In 2009, Republicans locked arms in nearly unanimous opposition to an $800 billion economic stimulus bill under President Barack Obama, betting they could force Obama and the Democrats to own the Great Recession by keeping their fingerprints off the response. This time, Democrats provided nearly unanimous support for a $2 trillion coronavirus relief package under President Donald Trump, hammering out a bipartisan compromise to get government money into the economy as quickly as possible.

In 2009, the GOP strategy of “no” meant that Obama controlled the policy outcome, but it helped spark a political comeback that eventually led to Republican control of Washington.

In 2020, Democrats have tried to advance their policy priorities through negotiations instead of walking away from the table, even though they know Trump’s political fortunes depend on economic relief.
They certainly helped get the money flowing: The bill went from draft to law in a week, and Trump signed it Friday. But did Democrats achieve their goals by playing ball?

A review of the CARES Act that Trump signed Friday suggests Democrats did manage to influence its direction, shifting some of its aid to individuals towards lower-income families, while imposing some conditions on its aid to businesses—changes that Trump is already taking credit for. They also successfully inserted some oversight provisions that Trump has already vowed to ignore.

But Republicans won some huge concessions from Democrats, most notably a $500 billion bailout fund for big businesses and a $170 billion tax break for real estate investors like the president. And Democrats didn’t get much that Trump didn’t actually want in exchange for helping him pour cash into the locked-down economy in an election year. They didn’t guarantee vote-by-mail in the November elections, or win any assurances that the Trump administration will start complying with House subpoenas, or get permanent stabilizers that could ensure fiscal support for the economy in future crises even if a Democrat were president.

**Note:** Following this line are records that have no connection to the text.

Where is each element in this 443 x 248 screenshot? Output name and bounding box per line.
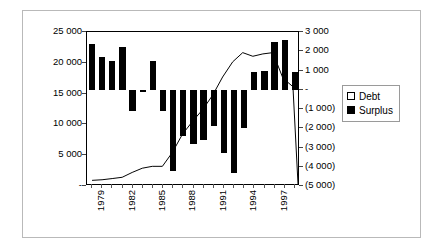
x-tick-label: 1985 bbox=[157, 190, 167, 211]
y-right-tick-label: 2 000 bbox=[305, 45, 361, 55]
y-right-tick-label: (3 000) bbox=[305, 142, 361, 152]
bar-surplus bbox=[271, 42, 277, 90]
x-tick-label: 1979 bbox=[96, 190, 106, 211]
bar-surplus bbox=[211, 90, 217, 127]
bar-surplus bbox=[261, 71, 267, 90]
bar-surplus bbox=[109, 61, 115, 90]
plot-inner bbox=[87, 32, 298, 184]
x-axis: 1979198219851988199119941997 bbox=[86, 188, 299, 240]
legend-label-surplus: Surplus bbox=[359, 105, 393, 116]
x-tick-mark bbox=[182, 184, 183, 188]
chart-root: 25 00020 00015 00010 0005 000- 3 0002 00… bbox=[0, 0, 443, 248]
y-right-tick-mark bbox=[299, 185, 303, 186]
y-left-tick-label: 10 000 bbox=[26, 118, 82, 128]
bar-surplus bbox=[119, 47, 125, 89]
x-tick-label: 1982 bbox=[127, 190, 137, 211]
y-left-tick-label: 15 000 bbox=[26, 88, 82, 98]
y-left-tick-label: 25 000 bbox=[26, 26, 82, 36]
bar-surplus bbox=[282, 40, 288, 90]
legend-item-debt[interactable]: Debt bbox=[347, 89, 393, 103]
legend-label-debt: Debt bbox=[359, 91, 380, 102]
bar-surplus bbox=[89, 44, 95, 90]
y-right-tick-mark bbox=[299, 31, 303, 32]
y-right-tick-mark bbox=[299, 70, 303, 71]
x-tick-mark bbox=[152, 184, 153, 188]
x-tick-mark bbox=[253, 184, 254, 188]
bar-surplus bbox=[160, 90, 166, 111]
x-tick-mark bbox=[274, 184, 275, 188]
y-right-tick-label: (4 000) bbox=[305, 161, 361, 171]
chart-legend: Debt Surplus bbox=[342, 85, 400, 122]
hollow-square-icon bbox=[347, 92, 355, 100]
bar-surplus bbox=[221, 90, 227, 154]
x-tick-mark bbox=[213, 184, 214, 188]
bar-surplus bbox=[231, 90, 237, 173]
bar-surplus bbox=[241, 90, 247, 129]
x-tick-mark bbox=[101, 184, 102, 188]
x-tick-mark bbox=[172, 184, 173, 188]
x-tick-mark bbox=[203, 184, 204, 188]
x-tick-mark bbox=[142, 184, 143, 188]
x-tick-mark bbox=[132, 184, 133, 188]
y-right-tick-label: (5 000) bbox=[305, 180, 361, 190]
y-left-tick-mark bbox=[82, 185, 86, 186]
x-tick-mark bbox=[162, 184, 163, 188]
y-right-tick-mark bbox=[299, 147, 303, 148]
x-tick-mark bbox=[233, 184, 234, 188]
bar-surplus bbox=[180, 90, 186, 136]
y-axis-left: 25 00020 00015 00010 0005 000- bbox=[22, 31, 82, 185]
y-right-tick-label: 1 000 bbox=[305, 65, 361, 75]
y-right-tick-mark bbox=[299, 89, 303, 90]
y-left-tick-label: 20 000 bbox=[26, 57, 82, 67]
x-tick-mark bbox=[193, 184, 194, 188]
y-right-tick-mark bbox=[299, 127, 303, 128]
y-right-tick-label: (2 000) bbox=[305, 122, 361, 132]
y-right-tick-mark bbox=[299, 108, 303, 109]
x-tick-mark bbox=[111, 184, 112, 188]
x-tick-mark bbox=[284, 184, 285, 188]
bar-surplus bbox=[292, 72, 298, 89]
bar-surplus bbox=[200, 90, 206, 140]
plot-area bbox=[86, 31, 299, 185]
x-tick-mark bbox=[294, 184, 295, 188]
x-tick-label: 1997 bbox=[279, 190, 289, 211]
x-tick-mark bbox=[223, 184, 224, 188]
y-right-tick-mark bbox=[299, 50, 303, 51]
y-right-tick-label: 3 000 bbox=[305, 26, 361, 36]
bar-surplus bbox=[150, 61, 156, 90]
bar-surplus bbox=[129, 90, 135, 111]
x-tick-mark bbox=[122, 184, 123, 188]
bar-surplus bbox=[251, 72, 257, 89]
y-left-tick-label: 5 000 bbox=[26, 149, 82, 159]
x-tick-label: 1991 bbox=[218, 190, 228, 211]
x-tick-label: 1994 bbox=[248, 190, 258, 211]
y-right-tick-mark bbox=[299, 166, 303, 167]
bar-surplus bbox=[170, 90, 176, 171]
y-left-tick-label: - bbox=[26, 180, 82, 190]
x-tick-label: 1988 bbox=[187, 190, 197, 211]
bar-surplus bbox=[99, 57, 105, 90]
filled-square-icon bbox=[347, 106, 355, 114]
x-tick-mark bbox=[243, 184, 244, 188]
x-tick-mark bbox=[264, 184, 265, 188]
legend-item-surplus[interactable]: Surplus bbox=[347, 103, 393, 117]
bar-surplus bbox=[140, 90, 146, 92]
bar-surplus bbox=[190, 90, 196, 144]
x-tick-mark bbox=[91, 184, 92, 188]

Nevertheless, the Senate passed the CARES Act by a 96-0 margin late Wednesday, and the Democratic-controlled House followed suit in an overwhelming voice vote Friday. It was a far cry from the partisan obstruction of 2009, when only three Republicans helped Obama pass his stimulus bill in his first month in office—and one of them, the late Senator Arlen Specter, faced such an intense backlash from his own party that he decided to become a Democrat. This time, the Democratic opposition helped craft the response to the emergency even though it gave Trump a bipartisan victory—and the president still refused to invite any Democrats to his bill-signing ceremony.

The 880-page legislation does include plenty of random spending items proposed by House Democrats, like $25 million for the Kennedy Center for the Performing Arts and $45 million for the Agricultural Marketing Service. A few of those line items represent big-ticket investments in Democratic priorities, like $25 billion for transit agencies ravaged by the pandemic and $10 billion for the financially troubled Post Office.

But the overwhelming majority of the money in the bill falls into four categories: help for the health system, for people, for small businesses, and for big businesses.

The Democrats generally wanted more than Republicans wanted for health and families, and they generally got their way, while the two parties generally agreed on a $366 billion small business bailout that includes strong protections for workers. It’s the big-business bailout where Democrats mostly caved—and that’s the piece of the legislation that raises the most questions, because it’s dramatically different from any bailout the U.S. has ever done before.